Why Image Format Choice Matters

Images typically account for 60–80% of a web page's total byte weight. Choosing the wrong format — or failing to compress properly — wastes bandwidth, slows page loads, and hurts both SEO and user experience. The right format for a photo is different from the right format for a logo, icon, or illustration.

JPEG: Best for Photographs

JPEG uses lossy compression that discards color data the human eye struggles to perceive. At 80% quality, most JPEG images look identical to the original while being 3–5 times smaller. Quality below 60% introduces visible artifacts — the blocky distortion around edges known as compression artifacts. JPEG does not support transparency, making it unsuitable for logos with transparent backgrounds.

PNG: Best for Graphics with Transparency

PNG uses lossless compression, meaning every pixel is preserved exactly. This makes it ideal for logos, icons, diagrams, and screenshots where sharp edges and exact colors matter. PNG files are larger than JPEG for photographic content, but tools like pngquant and the browser Canvas API can reduce PNG file sizes by 40–60% through palette optimization without any visible quality change.

WebP: The Modern Default

Developed by Google, WebP supports both lossy and lossless compression plus transparency. Lossy WebP at equivalent visual quality is 25–34% smaller than JPEG. Lossless WebP is 26% smaller than PNG. Browser support is now universal across Chrome, Firefox, Safari, and Edge. If you are building anything new in 2024 and beyond, WebP should be your default format for both photos and graphics.

Converting Images to WebP in Your Browser

The Allio Tools WebP Converter uses the browser's built-in Canvas API to convert any uploaded image to WebP format entirely client-side. No server upload required. Simply upload your image, adjust the quality slider (85% is a good default for most images), and download the converted WebP file. The tool shows you the exact file size reduction so you can dial in the best quality-to-size ratio.

Favicon Generation: The Forgotten Image Format

Favicons are the 16×16 or 32×32 icons shown in browser tabs and bookmarks. Modern browsers also use 180×180 Apple Touch Icons for iOS home screen shortcuts and 64×128px icons for Windows tiles. The Allio Tools Favicon Generator accepts any image and outputs all six standard sizes as downloadable PNG files, saving the tedious manual resizing work that usually requires image editing software.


- **Activity**
Line by line, transcribe the data below exactly and pass over the images.

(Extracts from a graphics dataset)
- - -

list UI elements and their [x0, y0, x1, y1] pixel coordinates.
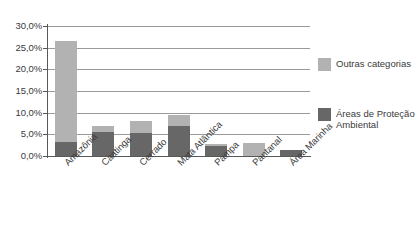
legend-swatch-icon [318, 58, 331, 71]
bar-group[interactable] [280, 26, 302, 156]
legend-swatch-icon [318, 108, 331, 121]
legend-item[interactable]: Outras categorias [318, 58, 416, 71]
legend-item[interactable]: Áreas de Proteção Ambiental [318, 108, 416, 130]
y-axis-tick-label: 5,0% [0, 129, 42, 139]
y-axis-tick-label: 10,0% [0, 108, 42, 118]
bar-segment-outras[interactable] [55, 41, 77, 142]
y-axis-tick-label: 15,0% [0, 86, 42, 96]
bar-segment-outras[interactable] [130, 121, 152, 132]
bar-segment-outras[interactable] [168, 115, 190, 126]
y-axis-line [47, 24, 48, 158]
legend-label: Outras categorias [336, 58, 416, 69]
legend-label: Áreas de Proteção Ambiental [336, 108, 416, 130]
y-axis-tick-label: 25,0% [0, 43, 42, 53]
y-axis-tick-label: 0,0% [0, 151, 42, 161]
y-axis-tick-label: 30,0% [0, 21, 42, 31]
bar-group[interactable] [130, 26, 152, 156]
chart-container: 0,0%5,0%10,0%15,0%20,0%25,0%30,0% Amazôn… [0, 0, 418, 239]
bar-group[interactable] [243, 26, 265, 156]
bar-segment-outras[interactable] [92, 126, 114, 132]
bar-segment-outras[interactable] [205, 144, 227, 146]
y-axis-tick-label: 20,0% [0, 64, 42, 74]
bar-group[interactable] [168, 26, 190, 156]
bar-group[interactable] [55, 26, 77, 156]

- - -

- **Exercise response**
list UI elements and their [x0, y0, x1, y1] pixel coordinates.
legend-swatch-icon [318, 58, 331, 71]
bar-group[interactable] [280, 26, 302, 156]
legend-swatch-icon [318, 108, 331, 121]
legend-item[interactable]: Outras categorias [318, 58, 416, 71]
legend-item[interactable]: Áreas de Proteção Ambiental [318, 108, 416, 130]
y-axis-tick-label: 5,0% [0, 129, 42, 139]
y-axis-tick-label: 10,0% [0, 108, 42, 118]
bar-segment-outras[interactable] [55, 41, 77, 142]
y-axis-tick-label: 15,0% [0, 86, 42, 96]
bar-segment-outras[interactable] [130, 121, 152, 132]
bar-segment-outras[interactable] [168, 115, 190, 126]
y-axis-line [47, 24, 48, 158]
legend-label: Outras categorias [336, 58, 416, 69]
legend-label: Áreas de Proteção Ambiental [336, 108, 416, 130]
y-axis-tick-label: 25,0% [0, 43, 42, 53]
y-axis-tick-label: 0,0% [0, 151, 42, 161]
y-axis-tick-label: 30,0% [0, 21, 42, 31]
bar-group[interactable] [130, 26, 152, 156]
chart-container: 0,0%5,0%10,0%15,0%20,0%25,0%30,0% Amazôn… [0, 0, 418, 239]
bar-group[interactable] [243, 26, 265, 156]
bar-segment-outras[interactable] [92, 126, 114, 132]
bar-segment-outras[interactable] [205, 144, 227, 146]
y-axis-tick-label: 20,0% [0, 64, 42, 74]
bar-group[interactable] [168, 26, 190, 156]
bar-group[interactable] [55, 26, 77, 156]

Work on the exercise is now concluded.